The GOP Health Care Plan Would be Devastating for Me


GOP-health-care-plan
Curtis Wolff says he’s not really an activist, but spoke with Sen. Gardner’s staff about the importance of his Medicaid-funded in-home services.

I was paralyzed by a mosquito bite. The GOP health care plan would be devastating for me.

In August 2012, after a week of feeling very tired, I went to my doctor, who quickly sent me to the hospital for tests. Within 24 hours of checking in, other than my brain and heart, all of my body functions stopped. Doctors told me I had “acute flaccid paralysis” due to the West Nile virus — contracted from a mosquito bite in Colorado.

I spent five and a half months in multiple hospitals. They saved my life — but not my ability to move. I am paralyzed, and will be for the rest of my life.

 Advisers in the hospitals told me about Medicaid. They explained it wasn’t just health care, but also services to help me go back to my home to live.

With no use of my legs and limited ability to move my arms and hands, I could no longer dress, cook or clean. Heck, I couldn’t get out of bed without help. However, Medicaid’s Home & Community-Based Services program would supplement the cost of aides coming to my home to help me with these basic — but critical — services.

At first I refused. I was determined not to be one of “those” people living off the system. After all, I had worked my way through the corporate world, purchased and run my own franchise business, paid for my own insurance, and was committed to keeping that going — or at least to working and earning my living. But there was a problem: I had great private insurance with an unlimited financial cap on health care, but it didn’t cover the services or supports I would need so that I could live at home.

So I relented. I applied for and was approved to participate in the HCBS program.

The program has proved to be of enormous value — not only to me, but all of society.

 By having in-home assistance, I did not have to go into a nursing home. I could continue to live in my own space and I could spare my longtime girlfriend from having to quit her job to take care of me.

 But society benefits as well. Even the many hours of assistance I need cost significantly less than nursing-home care. And, by getting these supports, I can continue to use my skills — working two part-time jobs and serving on a collaboration to advise Colorado’s Department of Health Care, Policy & Financing.

I am a Republican. I voted for and continue to support the Republican Party — a party that promised I would not lose my Medicaid coverage. There is plenty to improve in our current health care system. Senate Republicans’ health care proposal, however, is not better for me, it is not better for other people with disabilities, and it is not better for our state.

Transferring Medicaid to the states based on a simple per-capita allocation won’t meet the needs of everyone who needs this to survive. It does not consider the number of disabled people needing help or the actual cost in states like Colorado where we have a very large rural community as well as effective disability programs. Most states would incur a new burden they are not capable of handling or able to manage properly.

People with disabilities will lose benefits that we need to live. Medicaid as we know it will be devastated, and no insurance company includes these long-term, home-based services that we need.

We can do better.

I am a strong advocate and believe in people helping themselves. But there are many cases when it’s simply not possible. I believe less government is usually better. But our government was formed to help preserve and protect the inalienable rights of life, liberty and the pursuit of happiness. Medicaid and Colorado’s HCBS program (created long before the Affordable Care Act) do this for millions of people with disabilities.

I am disabled from a mosquito bite. Disability is not a moral failing. It is not a choice. Medicaid and the HCBS program are what allow me — and millions of others — to be active, working and valued members of our communities.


#### [Directions]
Lines containing "JSON" should be pulled from the material below.

#### [The records]

* * * * * * *

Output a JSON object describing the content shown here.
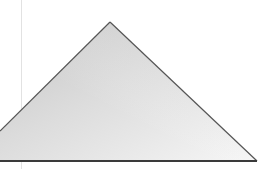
{
  "image": {
    "subject": "gray gradient triangle on white background",
    "shape": "triangle",
    "colors": {
      "background": "#ffffff",
      "fill_light": "#f4f4f4",
      "fill_dark": "#c8c8c8",
      "edge": "#555555",
      "baseline": "#3a3a3a",
      "guide_line": "#e2e2e2"
    },
    "geometry": {
      "apex": [
        110,
        22
      ],
      "left_point": [
        0,
        131
      ],
      "right_point": [
        257,
        161
      ],
      "baseline_y": 161,
      "guide_x": 21
    }
  }
}
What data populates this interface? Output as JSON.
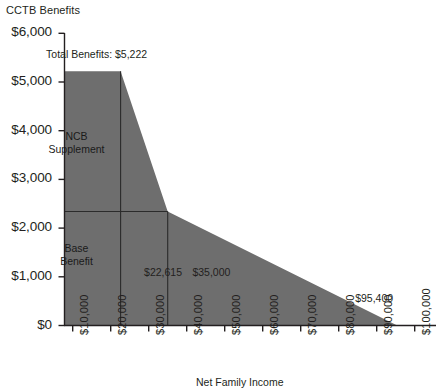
{
  "chart_data": {
    "type": "area",
    "title": "",
    "ylabel": "CCTB Benefits",
    "xlabel": "Net Family Income",
    "ylim": [
      0,
      6000
    ],
    "xlim": [
      0,
      105000
    ],
    "grid": false,
    "legend": "none",
    "ytick_labels": [
      "$6,000",
      "$5,000",
      "$4,000",
      "$3,000",
      "$2,000",
      "$1,000",
      "$0"
    ],
    "ytick_values": [
      6000,
      5000,
      4000,
      3000,
      2000,
      1000,
      0
    ],
    "xtick_labels": [
      "$10,000",
      "$20,000",
      "$30,000",
      "$40,000",
      "$50,000",
      "$60,000",
      "$70,000",
      "$80,000",
      "$90,000",
      "$100,000"
    ],
    "xtick_values": [
      10000,
      20000,
      30000,
      40000,
      50000,
      60000,
      70000,
      80000,
      90000,
      100000
    ],
    "series": [
      {
        "name": "Total CCTB Benefits",
        "points": [
          {
            "x": 0,
            "y": 5222
          },
          {
            "x": 22615,
            "y": 5222
          },
          {
            "x": 35000,
            "y": 2340
          },
          {
            "x": 95400,
            "y": 0
          },
          {
            "x": 0,
            "y": 0
          }
        ]
      }
    ],
    "internal_lines": [
      {
        "name": "base-benefit-level",
        "from": {
          "x": 0,
          "y": 2340
        },
        "to": {
          "x": 35000,
          "y": 2340
        }
      },
      {
        "name": "ncb-phaseout-start",
        "from": {
          "x": 22615,
          "y": 0
        },
        "to": {
          "x": 22615,
          "y": 5222
        }
      },
      {
        "name": "ncb-phaseout-end",
        "from": {
          "x": 35000,
          "y": 0
        },
        "to": {
          "x": 35000,
          "y": 2340
        }
      }
    ],
    "annotations": [
      {
        "name": "total-benefits",
        "text": "Total Benefits: $5,222",
        "x": 3000,
        "y": 5560
      },
      {
        "name": "ncb-supplement",
        "text": "NCB\nSupplement",
        "x": 11000,
        "y": 3750
      },
      {
        "name": "base-benefit",
        "text": "Base\nBenefit",
        "x": 11000,
        "y": 1450
      },
      {
        "name": "threshold-22615",
        "text": "$22,615",
        "x": 28800,
        "y": 1070
      },
      {
        "name": "threshold-35000",
        "text": "$35,000",
        "x": 41500,
        "y": 1070
      },
      {
        "name": "threshold-95400",
        "text": "$95,400",
        "x": 97500,
        "y": 540
      }
    ],
    "colors": {
      "area_fill": "#6e6e6e",
      "axis": "#231f20",
      "text": "#231f20"
    }
  }
}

* * * * * * *

#### [Task result]
Output a JSON object describing the content shown here.
What data populates this interface? Output as JSON.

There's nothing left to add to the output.